LuPone and co-star Christine Ebersole, a quartet of Tonys between their manicured paws, portray battling cosmetic titans Madame Helena Rubinstein and Miss Elizabeth Arden in “War Paint.” As Ryan Murphy’s FX drama “Feud: Bette and Joan” makes clear, the only thing more entertaining than watching one outsize, shellacked doyenne is observing two go at as if for dear life. Trailblazers and inspired business entrepreneurs Rubinstein and Arden were ardent competitors who would not utter each other’s names, let alone reportedly meet, despite their beauty em

Outspoken and proudly Sicilian in temperament, LuPone rejects the term “diva,” saying “that word belongs in the opera world. I don’t like the term ‘diva’ for the negative connotation it’s taken.”

She prefers dame.
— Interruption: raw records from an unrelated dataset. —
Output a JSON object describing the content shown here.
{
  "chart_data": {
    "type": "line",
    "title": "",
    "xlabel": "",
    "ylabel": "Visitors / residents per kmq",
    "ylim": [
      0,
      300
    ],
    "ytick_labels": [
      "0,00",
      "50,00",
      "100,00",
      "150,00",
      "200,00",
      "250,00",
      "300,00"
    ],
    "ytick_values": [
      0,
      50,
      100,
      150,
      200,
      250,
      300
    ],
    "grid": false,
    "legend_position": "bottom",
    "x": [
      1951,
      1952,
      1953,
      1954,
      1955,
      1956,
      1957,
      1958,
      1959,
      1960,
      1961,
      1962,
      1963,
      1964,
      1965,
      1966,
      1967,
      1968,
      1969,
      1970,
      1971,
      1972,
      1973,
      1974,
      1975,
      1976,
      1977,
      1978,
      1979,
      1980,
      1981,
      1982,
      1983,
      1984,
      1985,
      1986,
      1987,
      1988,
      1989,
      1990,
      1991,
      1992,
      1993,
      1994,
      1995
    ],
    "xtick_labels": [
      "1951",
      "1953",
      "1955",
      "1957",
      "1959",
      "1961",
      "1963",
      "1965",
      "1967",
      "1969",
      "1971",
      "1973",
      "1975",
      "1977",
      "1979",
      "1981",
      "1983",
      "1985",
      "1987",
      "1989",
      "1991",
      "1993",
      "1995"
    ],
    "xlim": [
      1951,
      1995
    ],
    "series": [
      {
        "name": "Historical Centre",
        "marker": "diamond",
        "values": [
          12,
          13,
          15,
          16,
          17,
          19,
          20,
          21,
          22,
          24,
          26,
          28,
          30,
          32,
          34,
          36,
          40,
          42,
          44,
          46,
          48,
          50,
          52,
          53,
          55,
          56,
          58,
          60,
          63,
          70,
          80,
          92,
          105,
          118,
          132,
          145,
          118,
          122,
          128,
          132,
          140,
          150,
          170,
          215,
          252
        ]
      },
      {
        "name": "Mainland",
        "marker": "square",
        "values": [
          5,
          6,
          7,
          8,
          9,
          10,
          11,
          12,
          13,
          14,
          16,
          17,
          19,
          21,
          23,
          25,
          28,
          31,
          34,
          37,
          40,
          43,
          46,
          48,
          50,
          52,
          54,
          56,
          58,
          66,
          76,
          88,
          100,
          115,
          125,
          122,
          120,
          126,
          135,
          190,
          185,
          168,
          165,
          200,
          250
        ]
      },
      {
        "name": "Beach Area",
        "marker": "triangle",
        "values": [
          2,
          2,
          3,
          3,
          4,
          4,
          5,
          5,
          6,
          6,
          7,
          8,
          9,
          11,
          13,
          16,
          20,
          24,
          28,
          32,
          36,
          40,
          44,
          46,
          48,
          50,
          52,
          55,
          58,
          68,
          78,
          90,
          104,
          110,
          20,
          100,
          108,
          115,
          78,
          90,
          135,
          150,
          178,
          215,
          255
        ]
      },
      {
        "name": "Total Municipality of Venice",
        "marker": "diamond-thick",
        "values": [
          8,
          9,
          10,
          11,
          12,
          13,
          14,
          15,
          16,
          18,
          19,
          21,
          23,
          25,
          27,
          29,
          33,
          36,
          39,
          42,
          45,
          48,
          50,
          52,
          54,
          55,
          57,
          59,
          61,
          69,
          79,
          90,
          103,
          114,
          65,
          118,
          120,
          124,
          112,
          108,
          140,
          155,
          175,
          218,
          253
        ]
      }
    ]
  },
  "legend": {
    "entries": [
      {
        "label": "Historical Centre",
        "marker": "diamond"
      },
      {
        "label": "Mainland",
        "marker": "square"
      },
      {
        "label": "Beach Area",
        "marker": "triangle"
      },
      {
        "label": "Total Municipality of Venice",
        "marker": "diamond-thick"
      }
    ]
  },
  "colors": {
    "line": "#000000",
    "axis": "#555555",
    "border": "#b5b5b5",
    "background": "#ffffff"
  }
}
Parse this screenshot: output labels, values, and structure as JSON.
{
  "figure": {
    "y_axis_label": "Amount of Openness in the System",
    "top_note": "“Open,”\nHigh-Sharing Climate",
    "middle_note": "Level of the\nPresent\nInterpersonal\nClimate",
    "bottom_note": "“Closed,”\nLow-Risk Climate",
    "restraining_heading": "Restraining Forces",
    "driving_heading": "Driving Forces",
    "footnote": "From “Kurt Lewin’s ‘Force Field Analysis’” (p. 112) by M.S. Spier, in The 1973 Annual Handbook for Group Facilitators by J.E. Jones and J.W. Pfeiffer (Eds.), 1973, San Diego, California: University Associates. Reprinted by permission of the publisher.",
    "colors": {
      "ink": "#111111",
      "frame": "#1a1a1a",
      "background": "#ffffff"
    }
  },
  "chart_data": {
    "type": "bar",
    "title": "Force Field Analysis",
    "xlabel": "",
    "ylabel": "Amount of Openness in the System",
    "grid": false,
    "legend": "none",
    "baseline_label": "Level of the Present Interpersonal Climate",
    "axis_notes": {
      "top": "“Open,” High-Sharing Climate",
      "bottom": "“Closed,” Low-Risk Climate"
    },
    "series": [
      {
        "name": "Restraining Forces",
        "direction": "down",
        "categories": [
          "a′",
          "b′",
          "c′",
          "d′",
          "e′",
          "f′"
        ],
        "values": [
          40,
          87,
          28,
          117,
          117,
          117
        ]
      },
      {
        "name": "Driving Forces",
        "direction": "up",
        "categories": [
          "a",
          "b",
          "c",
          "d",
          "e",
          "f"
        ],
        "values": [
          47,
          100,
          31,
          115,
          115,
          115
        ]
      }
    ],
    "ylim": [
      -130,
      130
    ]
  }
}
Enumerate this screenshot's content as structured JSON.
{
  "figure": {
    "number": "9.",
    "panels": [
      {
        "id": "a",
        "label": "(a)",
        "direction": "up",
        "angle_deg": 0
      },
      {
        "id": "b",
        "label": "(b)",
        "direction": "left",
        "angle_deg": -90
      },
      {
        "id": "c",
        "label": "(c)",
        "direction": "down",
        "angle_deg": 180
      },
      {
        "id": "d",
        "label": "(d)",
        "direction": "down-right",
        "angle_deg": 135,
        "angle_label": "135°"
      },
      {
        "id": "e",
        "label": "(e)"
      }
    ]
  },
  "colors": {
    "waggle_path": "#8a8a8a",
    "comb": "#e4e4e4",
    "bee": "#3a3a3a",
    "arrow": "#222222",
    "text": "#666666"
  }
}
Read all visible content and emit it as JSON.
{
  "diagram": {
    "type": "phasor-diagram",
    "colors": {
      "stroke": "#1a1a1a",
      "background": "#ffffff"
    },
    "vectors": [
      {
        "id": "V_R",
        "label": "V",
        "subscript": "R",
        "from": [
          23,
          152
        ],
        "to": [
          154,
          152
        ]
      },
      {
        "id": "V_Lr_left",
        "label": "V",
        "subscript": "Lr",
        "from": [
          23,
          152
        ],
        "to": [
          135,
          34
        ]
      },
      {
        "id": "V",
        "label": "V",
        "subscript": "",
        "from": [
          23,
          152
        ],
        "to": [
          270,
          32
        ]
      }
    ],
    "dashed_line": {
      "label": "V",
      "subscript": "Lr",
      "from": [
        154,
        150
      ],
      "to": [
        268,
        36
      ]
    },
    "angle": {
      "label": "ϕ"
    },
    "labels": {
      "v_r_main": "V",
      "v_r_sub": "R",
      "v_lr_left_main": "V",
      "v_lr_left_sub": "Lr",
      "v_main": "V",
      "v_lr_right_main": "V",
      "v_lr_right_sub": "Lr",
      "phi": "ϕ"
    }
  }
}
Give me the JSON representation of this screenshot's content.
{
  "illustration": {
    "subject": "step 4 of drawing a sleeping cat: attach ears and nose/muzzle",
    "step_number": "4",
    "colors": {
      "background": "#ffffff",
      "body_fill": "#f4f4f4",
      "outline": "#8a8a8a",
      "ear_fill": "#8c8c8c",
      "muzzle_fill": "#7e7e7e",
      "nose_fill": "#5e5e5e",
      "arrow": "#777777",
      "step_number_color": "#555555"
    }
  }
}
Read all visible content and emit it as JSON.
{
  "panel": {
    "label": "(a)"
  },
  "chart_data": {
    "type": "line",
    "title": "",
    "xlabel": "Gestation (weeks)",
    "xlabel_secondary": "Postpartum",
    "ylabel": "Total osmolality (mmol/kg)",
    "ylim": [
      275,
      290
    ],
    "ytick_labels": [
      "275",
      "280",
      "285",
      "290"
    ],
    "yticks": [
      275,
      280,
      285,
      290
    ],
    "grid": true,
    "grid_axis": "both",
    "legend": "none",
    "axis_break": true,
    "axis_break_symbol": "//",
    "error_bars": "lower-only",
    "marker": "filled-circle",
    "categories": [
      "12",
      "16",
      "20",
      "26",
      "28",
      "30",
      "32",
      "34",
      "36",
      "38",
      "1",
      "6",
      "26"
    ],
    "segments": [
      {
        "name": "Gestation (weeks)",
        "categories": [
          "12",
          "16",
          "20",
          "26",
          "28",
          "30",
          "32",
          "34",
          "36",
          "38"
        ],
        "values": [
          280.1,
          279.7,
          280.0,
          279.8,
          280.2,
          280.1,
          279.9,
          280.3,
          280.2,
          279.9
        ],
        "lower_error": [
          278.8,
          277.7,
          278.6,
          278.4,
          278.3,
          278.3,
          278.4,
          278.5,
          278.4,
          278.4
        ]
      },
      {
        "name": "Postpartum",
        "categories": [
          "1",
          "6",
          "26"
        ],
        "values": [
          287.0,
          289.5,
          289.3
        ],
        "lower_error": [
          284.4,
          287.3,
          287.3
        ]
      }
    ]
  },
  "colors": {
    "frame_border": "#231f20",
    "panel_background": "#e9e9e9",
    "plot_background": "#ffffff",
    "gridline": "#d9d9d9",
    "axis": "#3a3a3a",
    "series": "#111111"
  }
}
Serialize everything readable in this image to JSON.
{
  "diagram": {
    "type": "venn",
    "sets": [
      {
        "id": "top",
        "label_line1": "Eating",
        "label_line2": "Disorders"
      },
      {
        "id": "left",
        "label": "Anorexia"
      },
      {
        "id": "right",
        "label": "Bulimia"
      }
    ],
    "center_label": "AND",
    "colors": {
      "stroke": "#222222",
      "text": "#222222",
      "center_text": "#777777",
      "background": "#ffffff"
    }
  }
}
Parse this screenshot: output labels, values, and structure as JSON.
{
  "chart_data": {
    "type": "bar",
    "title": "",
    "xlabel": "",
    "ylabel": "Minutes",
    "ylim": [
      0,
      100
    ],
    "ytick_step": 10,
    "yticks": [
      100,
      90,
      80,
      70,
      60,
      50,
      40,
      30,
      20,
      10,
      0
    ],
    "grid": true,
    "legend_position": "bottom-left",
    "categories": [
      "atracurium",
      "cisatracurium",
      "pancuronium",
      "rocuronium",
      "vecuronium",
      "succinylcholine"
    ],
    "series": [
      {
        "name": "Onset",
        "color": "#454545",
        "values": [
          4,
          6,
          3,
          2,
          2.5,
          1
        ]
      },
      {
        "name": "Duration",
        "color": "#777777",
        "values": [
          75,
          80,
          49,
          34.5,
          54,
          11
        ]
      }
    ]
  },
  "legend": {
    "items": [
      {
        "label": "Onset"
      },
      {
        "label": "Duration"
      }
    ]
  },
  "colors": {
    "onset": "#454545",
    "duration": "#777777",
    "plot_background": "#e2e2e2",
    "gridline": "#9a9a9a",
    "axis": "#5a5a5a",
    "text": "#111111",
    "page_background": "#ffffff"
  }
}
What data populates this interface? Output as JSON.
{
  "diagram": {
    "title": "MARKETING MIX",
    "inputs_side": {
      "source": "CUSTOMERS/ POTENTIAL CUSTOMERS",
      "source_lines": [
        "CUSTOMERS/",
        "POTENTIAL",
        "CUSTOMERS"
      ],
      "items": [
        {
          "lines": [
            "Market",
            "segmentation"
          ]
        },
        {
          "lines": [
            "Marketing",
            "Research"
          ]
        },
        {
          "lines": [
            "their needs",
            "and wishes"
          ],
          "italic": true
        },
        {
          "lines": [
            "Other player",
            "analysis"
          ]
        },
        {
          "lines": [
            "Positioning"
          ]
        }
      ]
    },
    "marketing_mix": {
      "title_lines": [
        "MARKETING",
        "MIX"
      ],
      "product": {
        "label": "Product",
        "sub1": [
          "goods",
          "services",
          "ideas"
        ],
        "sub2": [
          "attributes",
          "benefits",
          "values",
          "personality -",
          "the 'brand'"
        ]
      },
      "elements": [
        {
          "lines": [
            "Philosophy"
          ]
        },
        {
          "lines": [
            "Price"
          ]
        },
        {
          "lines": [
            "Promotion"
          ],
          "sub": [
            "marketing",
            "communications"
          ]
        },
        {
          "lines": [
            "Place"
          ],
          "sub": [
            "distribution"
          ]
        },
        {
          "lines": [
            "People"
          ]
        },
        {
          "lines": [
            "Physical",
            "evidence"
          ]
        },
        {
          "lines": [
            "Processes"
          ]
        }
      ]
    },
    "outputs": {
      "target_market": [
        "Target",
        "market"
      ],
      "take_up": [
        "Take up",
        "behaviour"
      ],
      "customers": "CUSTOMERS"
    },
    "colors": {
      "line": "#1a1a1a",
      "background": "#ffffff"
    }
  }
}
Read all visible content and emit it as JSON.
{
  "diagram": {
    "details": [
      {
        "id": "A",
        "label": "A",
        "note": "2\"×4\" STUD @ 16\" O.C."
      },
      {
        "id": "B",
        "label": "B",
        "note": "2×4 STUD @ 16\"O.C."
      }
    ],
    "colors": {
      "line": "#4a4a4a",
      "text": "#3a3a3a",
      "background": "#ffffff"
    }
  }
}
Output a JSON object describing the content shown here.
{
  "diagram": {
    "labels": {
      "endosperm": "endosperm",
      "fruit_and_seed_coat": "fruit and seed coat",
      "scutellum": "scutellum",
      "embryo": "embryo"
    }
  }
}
All right, she’s a grand dame.

[Patti LuPone on her ‘painful’ rise to Broadway stardom: ‘I was my biggest enemy!’]

In “Sunset Boulevard,” three-time Tony winner Close delivers a showstopping performance in a role she originated on Broadway 23 years ago and still owns in an otherwise lamentable show. That’s what a diva does. She triumphs over the material. She triumphs over everything.

“Her mesmerizingly spooky, clinging Norma, dissolving bit by bit into a dementia of faded silver-screen glory, blots out everything else in this eternally second-tier musical,” Washington Post theater critic Peter Marks observed.

[With one look, Glenn Close brings down the house in ‘Sunset Boulevard’]

The role of Norma requires a dresser — all divas deserve dressers — and an arsenal of support staff: a wig designer, a personal hairdresser and makeup artist.

Close leads with her chin. She is all jaw, following in the tradition of that master of the mandible, Katharine Hepburn. Close was born to wear hats. She can rock a turban.

Close is the champion of conveying damage and emotional instability, clinging to her pride. In a hall of vanity mirrors, she delivers a diva turn playing fading screen icon Norma Desmond, originated by fading screen icon Gloria Swanson in Billy Wilder’s 1950 film.

“Theater is a great place for leading ladies. It’s a place to worship women,” says Gerard Alessandrini, creator of the loving and diva-fortified spoofs “Forbidden Broadway” and “Spamilton,” the latter with current New York and Chicago productions.

“Male stars work in other genres. They don’t sing on stage as frequently as women,” Alessandrini says.

Hence the reason Hugh Jackman, a fine musical theater actor who — as New Yorker critic Anthony Lane points out, might have thrived on Broadway in an earlier era — has spent almost two decades portraying an angry screen mutant with unsightly facial hair and cruel talons.

Meanwhile, theater fans pant for the next vehicle starring an array of theater goddesses, Bernadette Peters, Audra McDonald and Sutton Foster. Two-time Tony winner Donna Murphy subs for Midler on Tuesdays. Says Alessandrini, “Broadway seems to be a place for women who are bigger than life.”

A diva, her name the lure above the title, rarely suffers equals, only supporting characters who serve as animated scenery.

Like her namesake, Bette Davis, Midler tends to overwhelm co-stars, especially the men. To sign up for a romantic role opposite a diva is an act of humility bordering on charity.

In “Hello, Dolly,” this fate falls to the estimable Tony winner David Hyde Pierce. “War Paint’s” John Dossett and Douglas Sills serve as mere garnish, a side of steamed broccoli. In “Sunset,” Close devours Michael Xavier, a benign piece of eye candy.

Men run the rest of the world. Broadway, which attracts an audience that is two-thirds female, is a special place that doesn’t merely worship women. It worships older women. A star can grow up. It’s the opposite of Neverland.